I am often asked why Voyant doesn’t have a standard risk tolerance questionnaire built into our base product. While we will implement a custom risk tolerance survey for our clients, I get a lot of puzzled looks when I respond by noting that risk surveys are a big reason for consumers’ disappointment in and distrust of the financial services industry.
After the recent market meltdown, consumers are realizing that these assessments are inaccurate, vague, provide very little value or insight – and often exist to only satisfy obligatory compliance and legal requirements, rather than to provide serious investment risk mitigation and protection. I would like to see the financial services industry reevaluate the risk tolerance survey and develop more valuable and reliable methods for determining a consumer’s need for investment risk. This should include a stronger value proposition that helps consumers achieve their personal goals, while incurring as little investment risk as possible.
I recently got an email from a major online brokerage suggesting I re-plan my retirement exactly the same way I had planned it before the recent meltdown. Fool me once, shame on you. Fool me twice, shame on me. If consumers have learned anything, it’s that the market does go down, and it can go down dramatically. Many consumers also realize that there is little their advisers can do to predict such downturns. If they could, then the recent losses would have not been nearly as large, especially for their clients closest to retirement with moderate or low risk profiles.
Consumers now know that the risk tolerance questionnaire is really just a sales gimmick for advisers to suggest the achievability of the highest potential returns based on a client’s survey responses, while protecting the adviser from legal action if the returns are not met. Most advisers and consumers do not understand the portfolio theory behind these surveys. Even those who develop the stochastic models can’t defend their accuracy, value or the existence of key mathematical components such as correlation coefficients. But they are still being pushed by the industry, using key disclaimers such as “previous performance is not indicative of future returns,” as a way to offload the risk to consenting consumers.
Asking how much risk a consumer is willing to take is less honest than asking them how much they are willing to lose by gambling. Most risk assessments include absurd questions that give little exposure to the underlying mathematical risks such as (real question taken from a risk questionnaire),
How do you feel when you suffer a financial loss?
a. I think I’m a bad person.
b. I feel guilty.
c. I view it as a personal failure.
d. I see it as an obstacle to be overcome.
e. I almost never suffer losses, because I don’t take risks that would lose me money.
I would like to see the risk assessment that includes the question:
How much of your portfolio’s value are you willing to lose in a single year?
a. 5%
b. 10%
c. 20%
d. 30%
e. 40% or more
Most people would likely answer a or b. However, these two answers would put them in very low risk categories, meaning that the market returns that could reasonably be illustrated would be very modest and the advisers perceived value might be reasonably low as well. I’d venture to guess that most people who are less than 10 years away from retirement and invested in moderate risk model portfolios that recently lost more than 40% never knew their tolerance survey would have had them answering e.
Without really digging into their clients’ personal needs, goals, deeper financial issues, or tolerance for market risk, how can an adviser recommend a reasonable model portfolio — no matter what the risk questionnaire says? Once a reasonable financial plan is built true guidance can be provided. Advisers need to educate consumers in the idea that increasing savings, reducing expenses and developing alternate strategies can do a lot to reduce the need to take investments risks. Advisers should focus less on how much risk the consumer is willing to tolerate and more on what the market can reasonably do to help them achieve their financial goals. In the long run this will increase customer satisfaction and assets under management. Without this change, consumers are going have less tolerance for the financial services industry.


About this task:
Return every entry in the listing word for word.
************
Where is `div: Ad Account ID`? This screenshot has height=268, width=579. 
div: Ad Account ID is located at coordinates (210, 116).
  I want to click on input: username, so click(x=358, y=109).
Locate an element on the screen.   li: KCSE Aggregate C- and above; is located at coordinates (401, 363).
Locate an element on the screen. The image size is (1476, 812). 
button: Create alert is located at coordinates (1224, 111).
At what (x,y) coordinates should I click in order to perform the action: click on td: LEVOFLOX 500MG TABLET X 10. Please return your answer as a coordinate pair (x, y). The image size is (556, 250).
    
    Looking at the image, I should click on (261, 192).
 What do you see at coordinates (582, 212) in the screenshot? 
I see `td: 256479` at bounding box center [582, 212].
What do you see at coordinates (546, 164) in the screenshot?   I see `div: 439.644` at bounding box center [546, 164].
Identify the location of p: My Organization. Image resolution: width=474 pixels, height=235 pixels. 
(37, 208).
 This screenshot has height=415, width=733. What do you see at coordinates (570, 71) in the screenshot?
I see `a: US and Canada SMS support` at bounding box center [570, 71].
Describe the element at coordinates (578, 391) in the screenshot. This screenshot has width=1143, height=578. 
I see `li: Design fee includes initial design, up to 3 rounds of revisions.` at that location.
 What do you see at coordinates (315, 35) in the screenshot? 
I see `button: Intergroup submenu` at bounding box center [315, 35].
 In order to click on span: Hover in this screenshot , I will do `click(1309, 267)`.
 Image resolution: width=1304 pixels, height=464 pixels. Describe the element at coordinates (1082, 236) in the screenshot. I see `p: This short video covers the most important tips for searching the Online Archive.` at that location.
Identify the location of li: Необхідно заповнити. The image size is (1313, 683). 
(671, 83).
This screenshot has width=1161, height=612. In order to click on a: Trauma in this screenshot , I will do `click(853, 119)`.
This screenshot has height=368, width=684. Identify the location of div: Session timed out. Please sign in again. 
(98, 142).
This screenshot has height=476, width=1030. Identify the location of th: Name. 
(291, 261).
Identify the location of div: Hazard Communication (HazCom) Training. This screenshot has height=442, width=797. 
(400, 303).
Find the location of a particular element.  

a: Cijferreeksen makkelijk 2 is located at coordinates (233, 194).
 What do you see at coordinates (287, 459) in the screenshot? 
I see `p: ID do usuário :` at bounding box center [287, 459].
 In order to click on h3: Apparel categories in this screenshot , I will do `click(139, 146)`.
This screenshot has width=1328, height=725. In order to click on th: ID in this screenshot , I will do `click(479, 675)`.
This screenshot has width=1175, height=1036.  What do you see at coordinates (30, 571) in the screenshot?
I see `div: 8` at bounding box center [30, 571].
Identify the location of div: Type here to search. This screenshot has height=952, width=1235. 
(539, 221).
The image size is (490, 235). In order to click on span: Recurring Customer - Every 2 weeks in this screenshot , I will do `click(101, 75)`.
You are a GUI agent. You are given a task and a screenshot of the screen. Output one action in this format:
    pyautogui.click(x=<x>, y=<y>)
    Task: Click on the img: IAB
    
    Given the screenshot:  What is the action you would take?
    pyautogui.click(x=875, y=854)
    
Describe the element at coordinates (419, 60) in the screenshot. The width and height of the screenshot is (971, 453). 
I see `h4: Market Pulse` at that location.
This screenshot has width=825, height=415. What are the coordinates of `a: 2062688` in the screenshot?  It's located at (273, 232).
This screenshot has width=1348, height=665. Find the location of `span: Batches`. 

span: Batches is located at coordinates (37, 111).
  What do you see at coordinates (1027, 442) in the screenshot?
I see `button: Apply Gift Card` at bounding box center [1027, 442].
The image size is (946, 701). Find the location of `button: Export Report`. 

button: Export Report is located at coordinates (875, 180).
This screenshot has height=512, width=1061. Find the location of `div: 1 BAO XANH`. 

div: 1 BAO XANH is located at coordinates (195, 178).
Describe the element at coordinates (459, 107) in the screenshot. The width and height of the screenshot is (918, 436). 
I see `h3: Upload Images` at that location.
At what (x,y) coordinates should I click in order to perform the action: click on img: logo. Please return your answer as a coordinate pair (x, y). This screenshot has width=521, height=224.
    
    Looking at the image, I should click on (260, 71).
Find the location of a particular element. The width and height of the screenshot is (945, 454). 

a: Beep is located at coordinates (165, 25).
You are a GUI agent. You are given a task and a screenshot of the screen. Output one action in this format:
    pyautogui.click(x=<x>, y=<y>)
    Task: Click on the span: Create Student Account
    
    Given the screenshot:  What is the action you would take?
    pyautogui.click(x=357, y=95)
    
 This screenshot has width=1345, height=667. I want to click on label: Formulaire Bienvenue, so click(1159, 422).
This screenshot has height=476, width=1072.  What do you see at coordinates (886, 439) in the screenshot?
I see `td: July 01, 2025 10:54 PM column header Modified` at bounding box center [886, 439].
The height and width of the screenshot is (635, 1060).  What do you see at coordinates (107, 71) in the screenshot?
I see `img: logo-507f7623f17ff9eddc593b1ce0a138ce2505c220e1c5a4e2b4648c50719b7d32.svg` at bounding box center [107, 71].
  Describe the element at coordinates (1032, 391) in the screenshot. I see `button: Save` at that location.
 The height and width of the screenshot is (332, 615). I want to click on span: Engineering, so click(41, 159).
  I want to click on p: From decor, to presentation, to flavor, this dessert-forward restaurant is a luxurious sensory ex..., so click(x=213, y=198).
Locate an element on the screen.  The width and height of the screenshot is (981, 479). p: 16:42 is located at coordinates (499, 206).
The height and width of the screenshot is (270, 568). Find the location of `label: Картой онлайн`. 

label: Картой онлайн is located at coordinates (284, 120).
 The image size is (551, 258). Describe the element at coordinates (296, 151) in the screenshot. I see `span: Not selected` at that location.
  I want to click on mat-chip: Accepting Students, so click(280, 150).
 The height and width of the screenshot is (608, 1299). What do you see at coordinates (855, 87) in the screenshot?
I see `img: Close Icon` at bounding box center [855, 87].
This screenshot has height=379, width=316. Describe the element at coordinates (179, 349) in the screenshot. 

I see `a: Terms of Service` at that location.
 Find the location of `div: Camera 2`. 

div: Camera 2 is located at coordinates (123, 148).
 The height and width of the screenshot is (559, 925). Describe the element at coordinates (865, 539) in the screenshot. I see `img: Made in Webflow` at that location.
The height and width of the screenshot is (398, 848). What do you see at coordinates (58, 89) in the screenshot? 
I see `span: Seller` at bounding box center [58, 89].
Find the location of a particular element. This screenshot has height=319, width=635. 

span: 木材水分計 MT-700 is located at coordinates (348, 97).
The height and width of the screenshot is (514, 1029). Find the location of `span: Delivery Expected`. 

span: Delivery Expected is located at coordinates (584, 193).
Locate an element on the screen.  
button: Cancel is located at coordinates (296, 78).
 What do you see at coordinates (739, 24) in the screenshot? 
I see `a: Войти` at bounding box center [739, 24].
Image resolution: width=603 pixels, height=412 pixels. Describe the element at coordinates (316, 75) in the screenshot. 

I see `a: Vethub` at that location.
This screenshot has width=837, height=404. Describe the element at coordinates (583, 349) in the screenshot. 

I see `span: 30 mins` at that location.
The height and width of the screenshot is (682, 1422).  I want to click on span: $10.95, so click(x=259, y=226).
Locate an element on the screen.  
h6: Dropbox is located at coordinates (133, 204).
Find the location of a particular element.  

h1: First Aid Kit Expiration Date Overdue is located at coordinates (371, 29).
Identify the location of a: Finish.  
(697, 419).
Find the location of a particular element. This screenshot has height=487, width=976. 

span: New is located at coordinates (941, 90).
************
Exercise result:
Where is `div: Ad Account ID`? This screenshot has height=268, width=579. 
div: Ad Account ID is located at coordinates (210, 116).
  I want to click on input: username, so click(x=358, y=109).
Locate an element on the screen.   li: KCSE Aggregate C- and above; is located at coordinates (401, 363).
Locate an element on the screen. The image size is (1476, 812). 
button: Create alert is located at coordinates (1224, 111).
At what (x,y) coordinates should I click in order to perform the action: click on td: LEVOFLOX 500MG TABLET X 10. Please return your answer as a coordinate pair (x, y). The image size is (556, 250).
    
    Looking at the image, I should click on (261, 192).
 What do you see at coordinates (582, 212) in the screenshot? 
I see `td: 256479` at bounding box center [582, 212].
What do you see at coordinates (546, 164) in the screenshot?   I see `div: 439.644` at bounding box center [546, 164].
Identify the location of p: My Organization. Image resolution: width=474 pixels, height=235 pixels. 
(37, 208).
 This screenshot has height=415, width=733. What do you see at coordinates (570, 71) in the screenshot?
I see `a: US and Canada SMS support` at bounding box center [570, 71].
Describe the element at coordinates (578, 391) in the screenshot. This screenshot has width=1143, height=578. 
I see `li: Design fee includes initial design, up to 3 rounds of revisions.` at that location.
 What do you see at coordinates (315, 35) in the screenshot? 
I see `button: Intergroup submenu` at bounding box center [315, 35].
 In order to click on span: Hover in this screenshot , I will do `click(1309, 267)`.
 Image resolution: width=1304 pixels, height=464 pixels. Describe the element at coordinates (1082, 236) in the screenshot. I see `p: This short video covers the most important tips for searching the Online Archive.` at that location.
Identify the location of li: Необхідно заповнити. The image size is (1313, 683). 
(671, 83).
This screenshot has width=1161, height=612. In order to click on a: Trauma in this screenshot , I will do `click(853, 119)`.
This screenshot has height=368, width=684. Identify the location of div: Session timed out. Please sign in again. 
(98, 142).
This screenshot has height=476, width=1030. Identify the location of th: Name. 
(291, 261).
Identify the location of div: Hazard Communication (HazCom) Training. This screenshot has height=442, width=797. 
(400, 303).
Find the location of a particular element.  

a: Cijferreeksen makkelijk 2 is located at coordinates (233, 194).
 What do you see at coordinates (287, 459) in the screenshot? 
I see `p: ID do usuário :` at bounding box center [287, 459].
 In order to click on h3: Apparel categories in this screenshot , I will do `click(139, 146)`.
This screenshot has width=1328, height=725. In order to click on th: ID in this screenshot , I will do `click(479, 675)`.
This screenshot has width=1175, height=1036.  What do you see at coordinates (30, 571) in the screenshot?
I see `div: 8` at bounding box center [30, 571].
Identify the location of div: Type here to search. This screenshot has height=952, width=1235. 
(539, 221).
The image size is (490, 235). In order to click on span: Recurring Customer - Every 2 weeks in this screenshot , I will do `click(101, 75)`.
You are a GUI agent. You are given a task and a screenshot of the screen. Output one action in this format:
    pyautogui.click(x=<x>, y=<y>)
    Task: Click on the img: IAB
    
    Given the screenshot:  What is the action you would take?
    pyautogui.click(x=875, y=854)
    
Describe the element at coordinates (419, 60) in the screenshot. The width and height of the screenshot is (971, 453). 
I see `h4: Market Pulse` at that location.
This screenshot has width=825, height=415. What are the coordinates of `a: 2062688` in the screenshot?  It's located at (273, 232).
This screenshot has width=1348, height=665. Find the location of `span: Batches`. 

span: Batches is located at coordinates (37, 111).
  What do you see at coordinates (1027, 442) in the screenshot?
I see `button: Apply Gift Card` at bounding box center [1027, 442].
The image size is (946, 701). Find the location of `button: Export Report`. 

button: Export Report is located at coordinates (875, 180).
This screenshot has height=512, width=1061. Find the location of `div: 1 BAO XANH`. 

div: 1 BAO XANH is located at coordinates (195, 178).
Describe the element at coordinates (459, 107) in the screenshot. The width and height of the screenshot is (918, 436). 
I see `h3: Upload Images` at that location.
At what (x,y) coordinates should I click in order to perform the action: click on img: logo. Please return your answer as a coordinate pair (x, y). This screenshot has width=521, height=224.
    
    Looking at the image, I should click on (260, 71).
Find the location of a particular element. The width and height of the screenshot is (945, 454). 

a: Beep is located at coordinates (165, 25).
You are a GUI agent. You are given a task and a screenshot of the screen. Output one action in this format:
    pyautogui.click(x=<x>, y=<y>)
    Task: Click on the span: Create Student Account
    
    Given the screenshot:  What is the action you would take?
    pyautogui.click(x=357, y=95)
    
 This screenshot has width=1345, height=667. I want to click on label: Formulaire Bienvenue, so click(1159, 422).
This screenshot has height=476, width=1072.  What do you see at coordinates (886, 439) in the screenshot?
I see `td: July 01, 2025 10:54 PM column header Modified` at bounding box center [886, 439].
The height and width of the screenshot is (635, 1060).  What do you see at coordinates (107, 71) in the screenshot?
I see `img: logo-507f7623f17ff9eddc593b1ce0a138ce2505c220e1c5a4e2b4648c50719b7d32.svg` at bounding box center [107, 71].
  Describe the element at coordinates (1032, 391) in the screenshot. I see `button: Save` at that location.
 The height and width of the screenshot is (332, 615). I want to click on span: Engineering, so click(41, 159).
  I want to click on p: From decor, to presentation, to flavor, this dessert-forward restaurant is a luxurious sensory ex..., so click(x=213, y=198).
Locate an element on the screen.  The width and height of the screenshot is (981, 479). p: 16:42 is located at coordinates (499, 206).
The height and width of the screenshot is (270, 568). Find the location of `label: Картой онлайн`. 

label: Картой онлайн is located at coordinates (284, 120).
 The image size is (551, 258). Describe the element at coordinates (296, 151) in the screenshot. I see `span: Not selected` at that location.
  I want to click on mat-chip: Accepting Students, so click(280, 150).
 The height and width of the screenshot is (608, 1299). What do you see at coordinates (855, 87) in the screenshot?
I see `img: Close Icon` at bounding box center [855, 87].
This screenshot has height=379, width=316. Describe the element at coordinates (179, 349) in the screenshot. 

I see `a: Terms of Service` at that location.
 Find the location of `div: Camera 2`. 

div: Camera 2 is located at coordinates (123, 148).
 The height and width of the screenshot is (559, 925). Describe the element at coordinates (865, 539) in the screenshot. I see `img: Made in Webflow` at that location.
The height and width of the screenshot is (398, 848). What do you see at coordinates (58, 89) in the screenshot? 
I see `span: Seller` at bounding box center [58, 89].
Find the location of a particular element. This screenshot has height=319, width=635. 

span: 木材水分計 MT-700 is located at coordinates (348, 97).
The height and width of the screenshot is (514, 1029). Find the location of `span: Delivery Expected`. 

span: Delivery Expected is located at coordinates (584, 193).
Locate an element on the screen.  
button: Cancel is located at coordinates (296, 78).
 What do you see at coordinates (739, 24) in the screenshot? 
I see `a: Войти` at bounding box center [739, 24].
Image resolution: width=603 pixels, height=412 pixels. Describe the element at coordinates (316, 75) in the screenshot. 

I see `a: Vethub` at that location.
This screenshot has width=837, height=404. Describe the element at coordinates (583, 349) in the screenshot. 

I see `span: 30 mins` at that location.
The height and width of the screenshot is (682, 1422).  I want to click on span: $10.95, so click(x=259, y=226).
Locate an element on the screen.  
h6: Dropbox is located at coordinates (133, 204).
Find the location of a particular element.  

h1: First Aid Kit Expiration Date Overdue is located at coordinates (371, 29).
Identify the location of a: Finish.  
(697, 419).
Find the location of a particular element. This screenshot has height=487, width=976. 

span: New is located at coordinates (941, 90).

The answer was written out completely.